Like any other outstanding person, Mujtaba, is a personification of humility and self-effacement. He had a knee replaced in the hope of getting rid of the arthritis pain. After two surgeries, he has ended with a fake knee joint, a permanent limp and a walking stick to enable him to be mobile. I couldn’t avoid feeling guilty that his inherent nobility was making him ignore the discomfiture to take me to some of the institutions striving for the cause of Urdu language.
Our first stop was at the office of Siyasat, the premier Urdu daily of Hyderabad with a circulation of some 50,000. The editor, Zahid Ali Khan, is a scion of a noble Nawab family and son of the founder of the paper, Abid Ali Khan. Mahboob Hussain Jigar, the elder brother of Mujtaba Hussein was the co-founder and the leading light of the paper.
The office was buzzing like a bee hive reflecting the inspiration of the editor and proprietors and their dedication to the objectives of the paper that appeared to have permeated the entire staff.
We visited next the Idara-e-Adabiyat-e Urdu, an institution set up by my teacher and the Head of the Department of Urdu, Dr. Qader Mohiuddin Zoor. It is being run now by a successor of his in that Department, Dr. Mughni Tabussum, an eminent poet and writer himself.
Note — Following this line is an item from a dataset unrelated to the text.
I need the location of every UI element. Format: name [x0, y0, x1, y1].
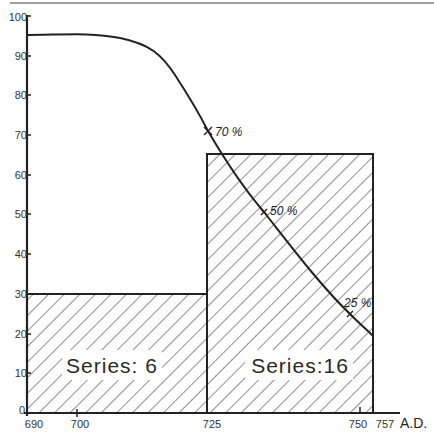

Going through the small museum carrying the collections of manuscripts, miniature paintings and other objects d’art of Dr. Zoor. I regretted my impish dexterity which had led me to write on the black board just before his arrival in the class, Ghalib’s couplet: “Ishq per ZOOR nahin hai yeh voh atish Ghalib …and underneath the comment: “What a nice couplet by Dr. Zoor”. When he entered the class and read this, he appeared more amused than annoyed.
While I was standing there in that exhibition room marveling at the paintings, memories came rushing one over the other of my two-year association with Dr. Zoor, his contagious and intense love of the language and his inspirations to his pupils. I have no hesitation in giving him the credit for standing first in Urdu in my B.A. The building that houses the Idara was, I understand, donated by him along with his entire collections.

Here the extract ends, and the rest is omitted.